Highlights & Insights¶
- Refined Analogy of Sound Separation × RLHF: Successfully implementing the "user query = preference" analogy into a complete RL framework, with the Beta policy design being an elegant engineering choice for mask value ranges.
- Robustness of Progressive Alignment: The three-stage curriculum (semantic anchoring → intra-class discrimination → cross-modal grounding) avoids the instability of one-step alignment and prevents forgetting by mixing previous stage data.
- Simplicity of Actor-Only Design: By treating mask prediction as a "single-step MDP," the model achieves stable training with single-step PPO and moving average baselines, removing the need for complex RL infrastructure like value networks.
Limitations & Future Work¶
- Single-step MDP Constraints: Currently treats mask prediction as a single-step decision, ignoring temporal structure—sequential decision-making might be more effective for long audio.
- Reward Model Generality: Progressive alignment depends on ImageBind; performance may be limited for sound categories not covered by the backbone.
- Computational Overhead: RL training requires multiple mask samplings and reward calculations; training speed compared to direct supervised learning is not reported.
- Lack of Human Evaluation: Relies on objective metrics; subjective listening tests are needed to verify the perceptual effect of semantic alignment.
Related Work & Insights¶
- vs.
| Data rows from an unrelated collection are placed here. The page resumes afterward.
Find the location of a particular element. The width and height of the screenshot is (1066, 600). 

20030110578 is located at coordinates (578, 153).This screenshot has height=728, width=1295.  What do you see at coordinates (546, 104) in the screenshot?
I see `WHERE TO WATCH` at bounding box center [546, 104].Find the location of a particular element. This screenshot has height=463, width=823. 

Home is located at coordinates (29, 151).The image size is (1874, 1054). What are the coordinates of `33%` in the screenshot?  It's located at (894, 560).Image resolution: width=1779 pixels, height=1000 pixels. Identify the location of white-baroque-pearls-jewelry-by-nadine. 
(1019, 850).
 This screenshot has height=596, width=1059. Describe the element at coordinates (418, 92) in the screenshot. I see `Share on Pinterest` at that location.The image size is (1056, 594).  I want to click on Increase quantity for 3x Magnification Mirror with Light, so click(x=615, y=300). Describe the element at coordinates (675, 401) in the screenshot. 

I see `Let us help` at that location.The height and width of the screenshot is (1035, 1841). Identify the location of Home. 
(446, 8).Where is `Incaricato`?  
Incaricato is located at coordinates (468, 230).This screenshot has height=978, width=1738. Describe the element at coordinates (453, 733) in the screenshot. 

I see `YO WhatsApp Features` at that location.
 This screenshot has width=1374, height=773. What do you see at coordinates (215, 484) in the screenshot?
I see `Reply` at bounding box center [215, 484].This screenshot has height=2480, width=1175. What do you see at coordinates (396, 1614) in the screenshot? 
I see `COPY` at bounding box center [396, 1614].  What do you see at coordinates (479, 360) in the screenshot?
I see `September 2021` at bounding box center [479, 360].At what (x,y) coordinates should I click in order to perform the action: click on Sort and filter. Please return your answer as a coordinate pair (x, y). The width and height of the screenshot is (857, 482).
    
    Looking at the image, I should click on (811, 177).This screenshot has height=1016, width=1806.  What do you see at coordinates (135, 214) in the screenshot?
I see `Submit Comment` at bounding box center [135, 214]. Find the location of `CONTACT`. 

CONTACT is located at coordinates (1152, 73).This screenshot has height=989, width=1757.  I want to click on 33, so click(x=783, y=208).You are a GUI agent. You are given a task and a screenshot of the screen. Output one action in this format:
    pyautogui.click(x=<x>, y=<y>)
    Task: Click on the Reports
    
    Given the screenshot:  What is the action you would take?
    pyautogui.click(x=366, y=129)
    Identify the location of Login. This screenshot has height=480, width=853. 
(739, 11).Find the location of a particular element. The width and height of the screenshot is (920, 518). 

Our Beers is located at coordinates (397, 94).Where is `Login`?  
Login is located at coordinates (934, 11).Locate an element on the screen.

OmniSep (Cheng et al., 2025): OmniSep provides a base separator with unified multimodal queries but relies on weighted BCE loss. MARS-Sep builds on this architecture, injecting semantic supervision via RL.
- vs. AudioSep (Liu et al., 2024): AudioSep uses CLAP encoders and 14k hours of data for zero-shot separation via regression. MARS-Sep demonstrates that RL + semantic rewards can outperform pure supervision even with less data.
- vs. RLHF in LLMs: This work represents an innovative application of the RLHF paradigm to audio generation and processing. The progressive reward model training strategy is transferable to other cross-modal generation tasks.
Rating¶
- Novelty: ⭐⭐⭐⭐ Introducing RL preference alignment to sound separation is a novel cross-domain transfer; the Beta policy is well-designed.
- Experimental Thoroughness: ⭐⭐⭐⭐ Comprehensive comparison across two datasets and four query modalities, though missing human evaluation and overhead analysis.
- Writing Quality: ⭐⭐⭐⭐ Clear framework and effective RLHF analogy, though notation is dense.
- Value: ⭐⭐⭐⭐ Introduces the RL alignment paradigm to audio processing, potentially advancing methodology in the field.